With the Miracles in mind, you probably have a good idea where I'm coming from. I thought technology would be a decent analogy too but then it would be an analogy only and I might be compromising the accuracy of the situation with it.
A taking that argument further leads me to the supernatural. I would define "supernatural" in a couple of broad ways as it is commonly used. Firstly, its used to describe something unexplained. Unknown rappings in a old house are often caused by "supernatural entities". We don't really know what caused it so its "supernatural" by default. Almost a corollary of the Miracles argument. This kind of supernatural is just plain irrationality and gut instinct. Some cognitive scientists call it the "hyperactive agent detection device" which sees every event as caused by some conscious being. Another example of this is prayer, when you pray for something in your mind ("I hope the bus comes on time"), if you are of a certain mindset, whether the bus comes or does not might reflect the will of your chosen diety. If you've really thought about it, whether it comes or not is a reflection of the bus operator (who might co-incidentally look like your diety) and traffic conditions. Nothing supernatural, just a hyperactive mind.

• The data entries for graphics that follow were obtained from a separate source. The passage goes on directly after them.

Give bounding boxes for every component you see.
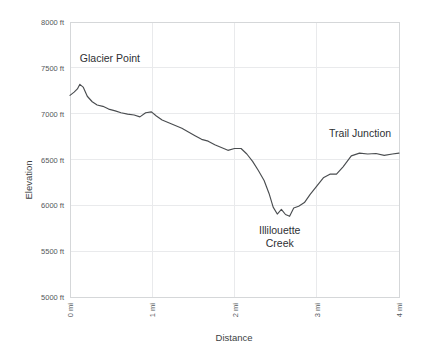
elevation-profile-figure: 8000 ft 7500 ft 7000 ft 6500 ft 6000 ft … (0, 0, 424, 358)
y-tick-label-7500: 7500 ft (41, 64, 65, 73)
annotation-glacier-point: Glacier Point (80, 52, 140, 64)
y-axis-title: Elevation (23, 160, 34, 199)
annotation-illilouette-creek-label-line2: Creek (266, 237, 295, 249)
y-tick-label-6500: 6500 ft (41, 156, 65, 165)
annotation-glacier-point-label: Glacier Point (80, 52, 140, 64)
y-tick-label-6000: 6000 ft (41, 201, 65, 210)
y-axis-tick-labels: 8000 ft 7500 ft 7000 ft 6500 ft 6000 ft … (41, 18, 65, 302)
x-tick-label-1mi: 1 mi (148, 303, 157, 318)
y-tick-label-7000: 7000 ft (41, 110, 65, 119)
x-tick-label-3mi: 3 mi (313, 303, 322, 318)
annotation-trail-junction: Trail Junction (329, 127, 391, 139)
x-axis-title: Distance (216, 332, 253, 343)
x-tick-label-0mi: 0 mi (66, 303, 75, 318)
elevation-chart: 8000 ft 7500 ft 7000 ft 6500 ft 6000 ft … (0, 0, 424, 358)
x-tick-label-2mi: 2 mi (231, 303, 240, 318)
annotation-illilouette-creek-label-line1: Illilouette (259, 224, 301, 236)
x-axis-tick-labels: 0 mi 1 mi 2 mi 3 mi 4 mi (66, 303, 404, 318)
y-tick-label-5500: 5500 ft (41, 247, 65, 256)
y-tick-label-8000: 8000 ft (41, 18, 65, 27)
y-tick-label-5000: 5000 ft (41, 293, 65, 302)
x-tick-label-4mi: 4 mi (395, 303, 404, 318)
annotation-trail-junction-label: Trail Junction (329, 127, 391, 139)
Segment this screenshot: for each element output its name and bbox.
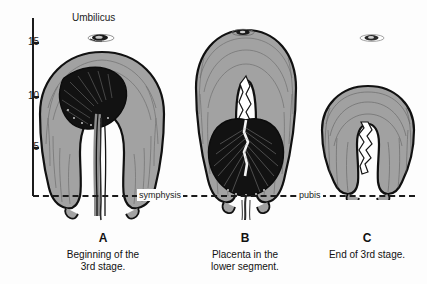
caption-letter-c: C — [310, 231, 424, 246]
umbilical-cord-a — [100, 118, 101, 220]
y-axis-tick-mark-15 — [32, 42, 39, 44]
uterine-cavity-c — [359, 122, 372, 174]
figure-panel-c-uterus — [316, 82, 420, 200]
caption-text-a: Beginning of the 3rd stage. — [32, 249, 174, 273]
figure-panel-b-uterus — [186, 24, 306, 224]
umbilicus-marker-icon-a — [86, 31, 116, 45]
symphysis-pubis-baseline — [33, 195, 415, 197]
pubis-label: pubis — [297, 189, 323, 201]
symphysis-label: symphysis — [137, 189, 183, 201]
caption-text-c: End of 3rd stage. — [310, 249, 424, 261]
caption-panel-b: B Placenta in the lower segment. — [178, 231, 312, 273]
caption-letter-b: B — [178, 231, 312, 246]
caption-panel-c: C End of 3rd stage. — [310, 231, 424, 261]
umbilicus-marker-icon-b — [230, 26, 256, 39]
umbilicus-label: Umbilicus — [72, 12, 115, 23]
caption-text-b: Placenta in the lower segment. — [178, 249, 312, 273]
figure-root: 15 10 5 Umbilicus — [0, 0, 427, 284]
umbilical-cord-b — [245, 196, 246, 220]
y-axis-tick-15: 15 — [0, 42, 39, 44]
caption-panel-a: A Beginning of the 3rd stage. — [32, 231, 174, 273]
umbilicus-marker-icon-c — [358, 31, 386, 45]
caption-letter-a: A — [32, 231, 174, 246]
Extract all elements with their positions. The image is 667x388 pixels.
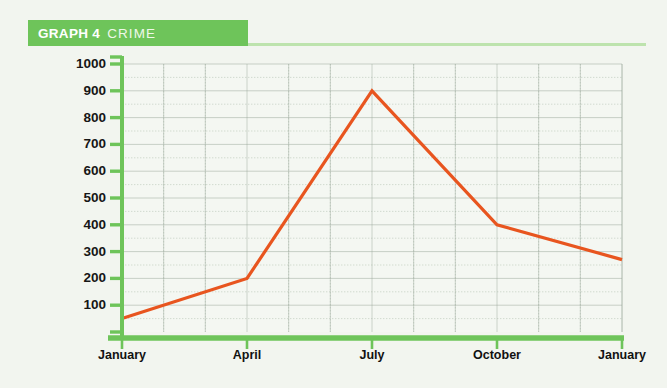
y-axis-tick-label: 300: [58, 245, 106, 259]
x-axis-tick-label: October: [473, 348, 521, 362]
x-axis-tick-label: April: [233, 348, 261, 362]
chart-page: GRAPH 4 CRIME 10009008007006005004003002…: [0, 0, 667, 388]
x-axis-tick-label: January: [98, 348, 146, 362]
y-axis-tick-label: 200: [58, 271, 106, 285]
y-axis-tick-label: 1000: [58, 57, 106, 71]
y-axis-tick-label: 100: [58, 298, 106, 312]
y-axis-tick-label: 400: [58, 218, 106, 232]
x-axis-tick-label: July: [359, 348, 384, 362]
y-axis-tick-label: 800: [58, 111, 106, 125]
y-axis-tick-label: 600: [58, 164, 106, 178]
y-axis-tick-label: 500: [58, 191, 106, 205]
y-axis-tick-label: 700: [58, 137, 106, 151]
y-axis-tick-label: 900: [58, 84, 106, 98]
x-axis-tick-label: January: [598, 348, 646, 362]
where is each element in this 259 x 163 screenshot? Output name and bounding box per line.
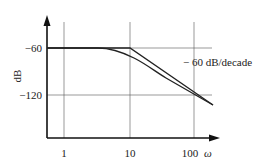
axes — [44, 15, 221, 142]
y-axis-label: dB — [11, 70, 23, 83]
x-tick-label-10: 10 — [125, 147, 137, 159]
x-axis-arrow-icon — [209, 135, 220, 142]
x-tick-label-1: 1 — [61, 147, 67, 159]
y-tick-label-minus120: −120 — [19, 89, 42, 101]
y-tick-label-minus60: −60 — [25, 42, 43, 54]
x-tick-label-100: 100 — [182, 147, 199, 159]
slope-annotation: − 60 dB/decade — [183, 56, 252, 68]
grid — [47, 22, 212, 138]
x-axis-label: ω — [204, 147, 212, 159]
y-axis-arrow-icon — [44, 15, 51, 26]
bode-magnitude-chart: −60 −120 1 10 100 ω dB − 60 dB/decade — [0, 0, 259, 163]
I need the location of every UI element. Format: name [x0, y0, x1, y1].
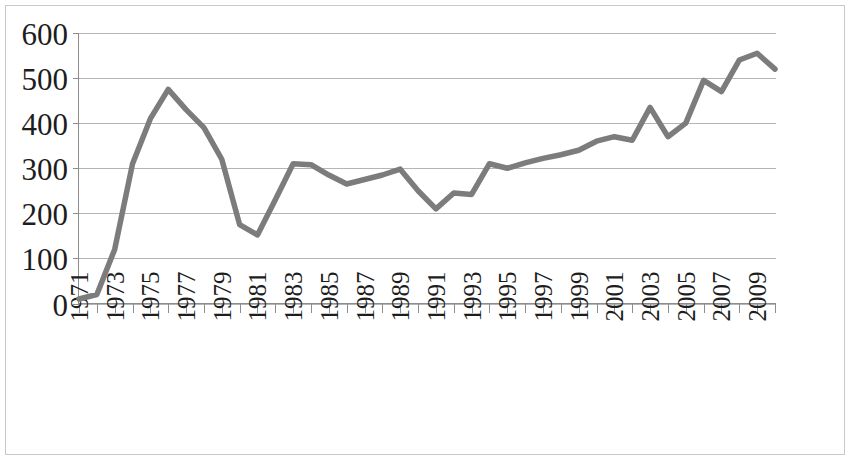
x-tick-label: 1977: [173, 272, 200, 322]
x-tick-label: 1989: [387, 272, 414, 322]
x-tick-label: 2007: [708, 272, 735, 322]
y-axis-tick-labels: 0100200300400500600: [22, 17, 69, 323]
x-tick-label: 1975: [137, 272, 164, 322]
x-tick-label: 1979: [209, 272, 236, 322]
x-tick-label: 1991: [423, 272, 450, 322]
x-tick-label: 1995: [494, 272, 521, 322]
data-series-line: [79, 53, 775, 299]
y-tick-label: 200: [22, 197, 69, 232]
line-chart: 0100200300400500600 19711973197519771979…: [0, 0, 859, 463]
x-tick-label: 1993: [459, 272, 486, 322]
y-tick-label: 600: [22, 17, 69, 52]
x-tick-label: 2003: [637, 272, 664, 322]
x-tick-label: 1997: [530, 272, 557, 322]
y-tick-label: 400: [22, 107, 69, 142]
chart-figure: 0100200300400500600 19711973197519771979…: [0, 0, 859, 463]
gridlines-group: [73, 34, 776, 305]
x-tick-label: 2001: [601, 272, 628, 322]
y-tick-label: 100: [22, 242, 69, 277]
x-axis-tick-labels: 1971197319751977197919811983198519871989…: [66, 272, 771, 322]
y-tick-label: 300: [22, 152, 69, 187]
x-tick-label: 1981: [244, 272, 271, 322]
x-tick-label: 1999: [566, 272, 593, 322]
x-tick-label: 1987: [352, 272, 379, 322]
x-tick-label: 2009: [744, 272, 771, 322]
x-tick-label: 2005: [673, 272, 700, 322]
y-tick-label: 500: [22, 62, 69, 97]
x-tick-label: 1983: [280, 272, 307, 322]
x-tick-label: 1985: [316, 272, 343, 322]
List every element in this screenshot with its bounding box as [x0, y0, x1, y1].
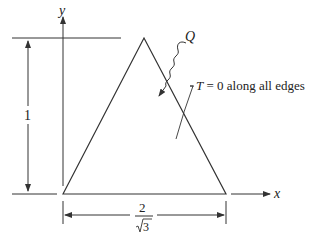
boundary-condition-label: T = 0 along all edges [196, 78, 305, 93]
heat-source-label: Q [185, 29, 195, 44]
x-axis-label: x [273, 186, 281, 201]
boundary-leader-line [176, 86, 194, 139]
heat-source-arrow [159, 42, 186, 96]
y-axis-label: y [57, 3, 66, 18]
height-dimension-label: 1 [24, 108, 31, 123]
base-dimension-label: 2 3 [135, 200, 153, 234]
triangle-domain [63, 38, 226, 194]
svg-text:3: 3 [143, 220, 149, 234]
svg-text:2: 2 [139, 200, 146, 215]
diagram-canvas: y x 1 2 3 Q T = 0 along all edges [0, 0, 335, 241]
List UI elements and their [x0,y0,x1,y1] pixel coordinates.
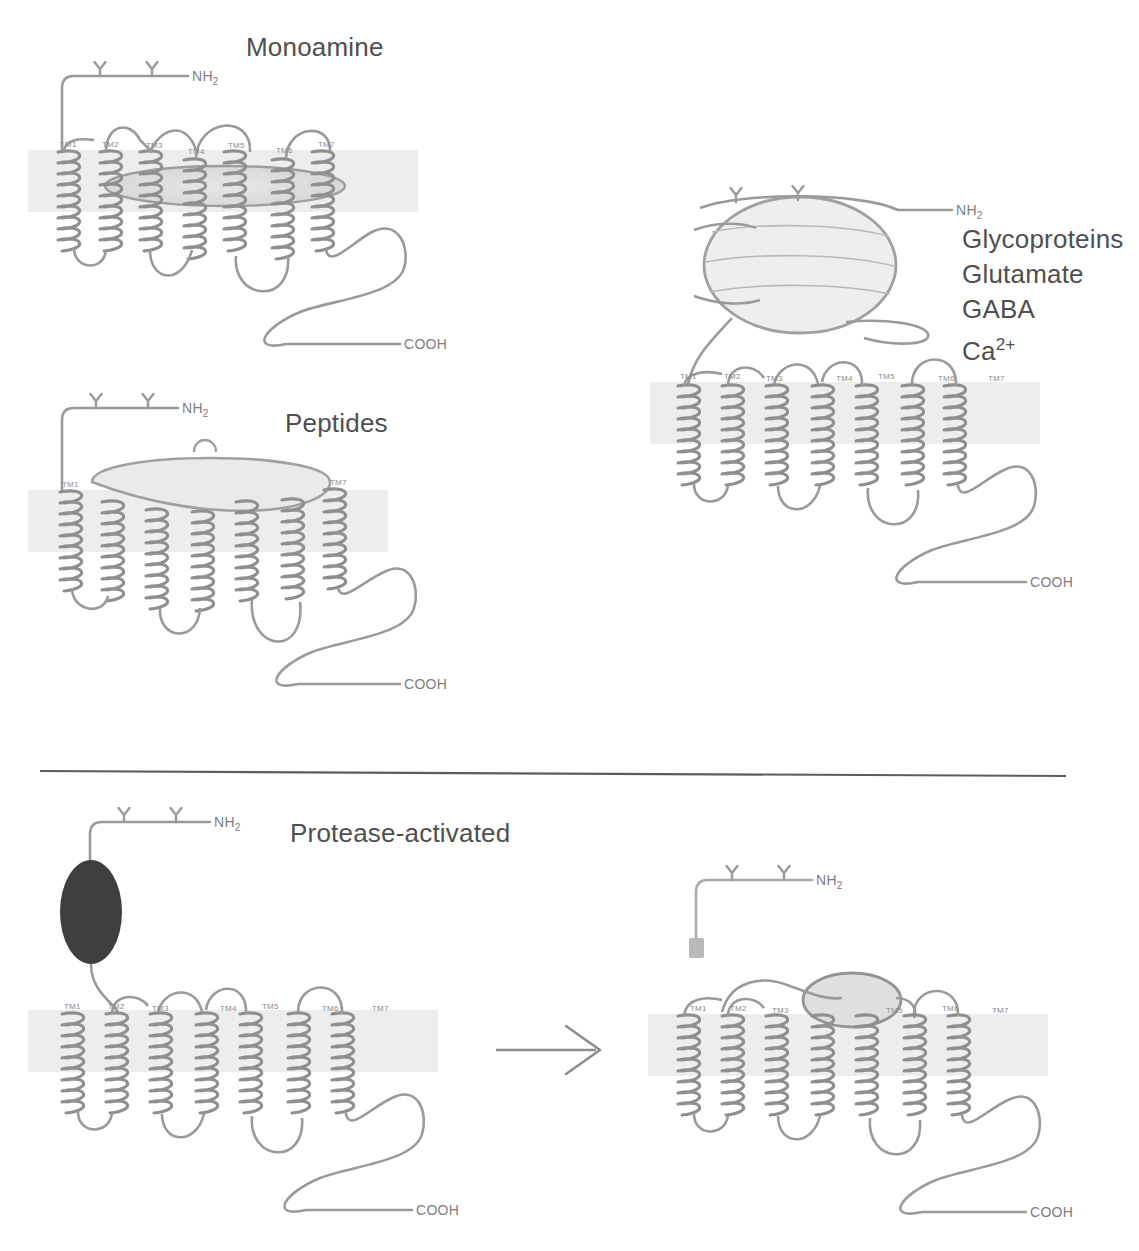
cleavage-site-marker [689,938,704,958]
ligand-calcium: Ca2+ [962,327,1124,369]
diagram-vector-layer [0,0,1139,1251]
tm-label-tm7: TM7 [318,140,335,149]
n-terminus-label-glycoproteins: NH2 [956,202,983,221]
membrane-band-glycoproteins [650,382,1040,444]
tethered-ligand-docked [803,973,901,1027]
figure-canvas: Monoamine NH2 COOH TM1 TM2 TM3 TM4 TM5 T… [0,0,1139,1251]
c-terminus-label-par-left: COOH [416,1202,459,1218]
transition-arrow [496,1026,600,1074]
ligand-gaba: GABA [962,292,1124,327]
n-terminus-label-par-left: NH2 [214,814,241,833]
tm-label-tm1: TM1 [60,140,77,149]
tm-label-gp-tm6: TM6 [938,374,955,383]
tm-label-tm6: TM6 [276,146,293,155]
tm-label-par-r-tm5: TM5 [886,1006,903,1015]
tm-label-peptides-tm7: TM7 [330,478,347,487]
tm-label-par-r-tm3: TM3 [772,1006,789,1015]
panel-title-protease-activated: Protease-activated [290,818,510,849]
tm-label-par-r-tm7: TM7 [992,1006,1009,1015]
tm-label-tm3: TM3 [146,141,163,150]
c-terminus-label-glycoproteins: COOH [1030,574,1073,590]
c-terminus-label-monoamine: COOH [404,336,447,352]
tm-label-gp-tm7: TM7 [988,374,1005,383]
tm-label-par-l-tm4: TM4 [220,1004,237,1013]
c-terminus-label-par-right: COOH [1030,1204,1073,1220]
tm-label-gp-tm5: TM5 [878,372,895,381]
tm-label-tm4: TM4 [188,147,205,156]
c-terminus-label-peptides: COOH [404,676,447,692]
n-terminal-tail-par-left [90,822,210,862]
tm-label-par-r-tm2: TM2 [730,1004,747,1013]
glycosylation-icon [95,62,106,76]
tm-label-par-r-tm6: TM6 [942,1004,959,1013]
tm-label-gp-tm4: TM4 [836,374,853,383]
tm-label-par-r-tm1: TM1 [690,1004,707,1013]
ligand-glutamate: Glutamate [962,257,1124,292]
glycosylation-icon [147,62,158,76]
section-divider [40,771,1066,776]
membrane-band-par-left [28,1010,438,1072]
cleaved-n-fragment [696,880,812,944]
tm-label-par-l-tm2: TM2 [108,1002,125,1011]
tm-label-tm5: TM5 [228,141,245,150]
c-terminal-tail-par-right [900,1097,1039,1214]
tm-label-gp-tm1: TM1 [680,372,697,381]
panel-title-peptides: Peptides [285,408,388,439]
c-terminal-tail-par-left [284,1095,423,1212]
n-terminus-label-par-right: NH2 [816,872,843,891]
tm-label-par-l-tm1: TM1 [64,1002,81,1011]
panel-protease-activated-cleaved [648,866,1048,1214]
tm-label-par-l-tm3: TM3 [152,1004,169,1013]
tm-label-par-l-tm7: TM7 [372,1004,389,1013]
ligand-list-glycoproteins: Glycoproteins Glutamate GABA Ca2+ [962,222,1124,369]
tm-label-peptides-tm1: TM1 [62,480,79,489]
tm-label-gp-tm2: TM2 [724,372,741,381]
tm-label-par-l-tm5: TM5 [262,1002,279,1011]
panel-monoamine [28,62,418,346]
n-terminus-label-monoamine: NH2 [192,68,219,87]
tm-label-par-l-tm6: TM6 [322,1004,339,1013]
tm-label-gp-tm3: TM3 [766,374,783,383]
panel-title-monoamine: Monoamine [246,32,384,63]
protease-prodomain-blob [60,860,122,964]
n-terminus-label-peptides: NH2 [182,400,209,419]
extracellular-domain-glycoproteins [704,197,896,333]
tm-label-tm2: TM2 [102,140,119,149]
ligand-glycoproteins: Glycoproteins [962,222,1124,257]
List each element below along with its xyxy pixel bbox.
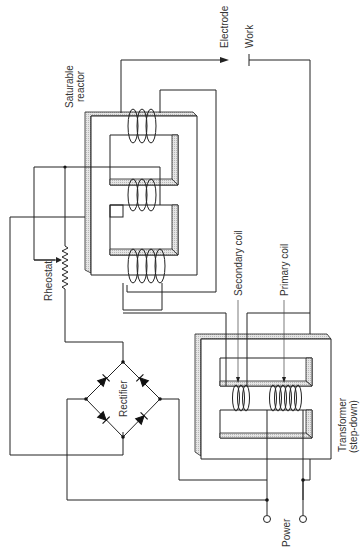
rheostat-label: Rheostat (43, 261, 54, 301)
reactor-notch (110, 205, 123, 217)
electrode-arrow-icon (220, 57, 229, 63)
rectifier-label: Rectifier (118, 380, 129, 417)
electrode-wire (121, 60, 222, 113)
transformer-label-line1: Transformer (337, 397, 348, 452)
saturable-reactor-label-line1: Saturable (64, 65, 75, 108)
rheostat-wiper-arrow-icon (56, 257, 62, 263)
power-label: Power (281, 518, 292, 547)
welding-power-supply-diagram: Electrode Work Saturable reactor Rheosta… (0, 0, 364, 549)
work-label: Work (244, 24, 255, 48)
rheostat-resistor (62, 246, 68, 289)
primary-coil-label: Primary coil (279, 244, 290, 296)
secondary-coil-label: Secondary coil (233, 230, 244, 296)
diode-icon (97, 374, 110, 387)
power-terminal (300, 516, 307, 523)
transformer-label-line2: (step-down) (348, 400, 359, 453)
power-terminal (264, 516, 271, 523)
transformer-core (201, 339, 331, 459)
electrode-label: Electrode (219, 5, 230, 48)
diode-icon (136, 374, 149, 387)
saturable-reactor (85, 109, 197, 283)
saturable-reactor-label-line2: reactor (75, 70, 86, 102)
transformer (123, 313, 331, 500)
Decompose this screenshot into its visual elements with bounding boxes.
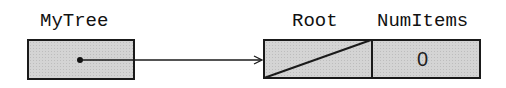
pointer-diagram: MyTree Root NumItems 0 [0,0,506,88]
diagram-lines [0,0,506,88]
null-pointer-slash-icon [264,40,371,78]
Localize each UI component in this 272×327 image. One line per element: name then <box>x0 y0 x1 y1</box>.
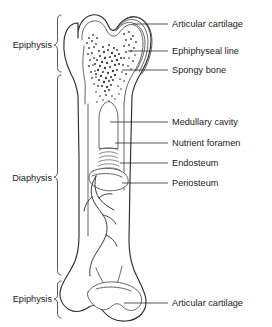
label-epiphyseal-line: Ephiphyseal line <box>172 46 239 56</box>
bone-diagram: EpiphysisDiaphysisEpiphysis Articular ca… <box>0 0 272 327</box>
left-label-group: EpiphysisDiaphysisEpiphysis <box>12 40 52 304</box>
label-diaphysis: Diaphysis <box>12 173 52 183</box>
label-periosteum: Periosteum <box>172 178 219 188</box>
label-spongy-bone: Spongy bone <box>172 65 226 75</box>
medullary-cavity-shape <box>99 102 118 148</box>
label-epiphysis-distal: Epiphysis <box>13 294 53 304</box>
label-articular-cartilage-bottom: Articular cartilage <box>172 298 243 308</box>
right-label-group: Articular cartilageEphiphyseal lineSpong… <box>172 19 243 308</box>
label-medullary-cavity: Medullary cavity <box>172 117 238 127</box>
label-endosteum: Endosteum <box>172 158 219 168</box>
label-articular-cartilage-top: Articular cartilage <box>172 19 243 29</box>
left-braces <box>54 15 61 318</box>
label-nutrient-foramen: Nutrient foramen <box>172 138 240 148</box>
label-epiphysis-proximal: Epiphysis <box>13 40 53 50</box>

The second type of supernatural concerns souls. Most of us believe that some part of us will survive death. Not our transplanted organs but somehow despite dying we will still be conscious. Perhaps in an eternal/temporal heaven or hell or we might be somehow transplanted to another body. God too is somehow closely related to this "soul matter" and sometimes is in essence the same. It is supernatural in nature in the sense that it exists outside space and time is above the laws of physics/chemistry/biology and can somehow alter and/or transcend them. This God is sometimes based on the premise of the eternal soul and sometimes it isnt but nonethelss I do not see them as very different ideas. The only issue is that although God/soul is beyond space/time/reason and thus cannot theoretically be proven, the apparent qualities which result from them are disprovable. As a result of souls many people expect the dead to communicate with the living.
To some extent the evidence for this is challenged in the previous paragraph. There are two other aspects of this communication to consider though. One is in the form of visions, these are likely to be figments of the relatives/witnesses mind. The second, which seems to have convinced many people is the apparently accurate statements by mediums which only the dead person would have known. That unfortunately is a magic trick and I would like to refer you to Derren Brown's TV Special "Messiah" to find out more. Just another Miracle.
As a result I am skeptical/unbelieving of supernatural claims. Josh McDowell a Christian apologist calls it "the presupposition of anti-supernaturalism" but staying clear of such claims keeps you grounded in the reality of the provable. Consider Jerry Wayne Borchardt's critique . So once again I want to end of with another quotation, this time by Arthur C. Clarke.
Clarke's Third Law: Any sufficiently advanced technology is indistinguishable from magic.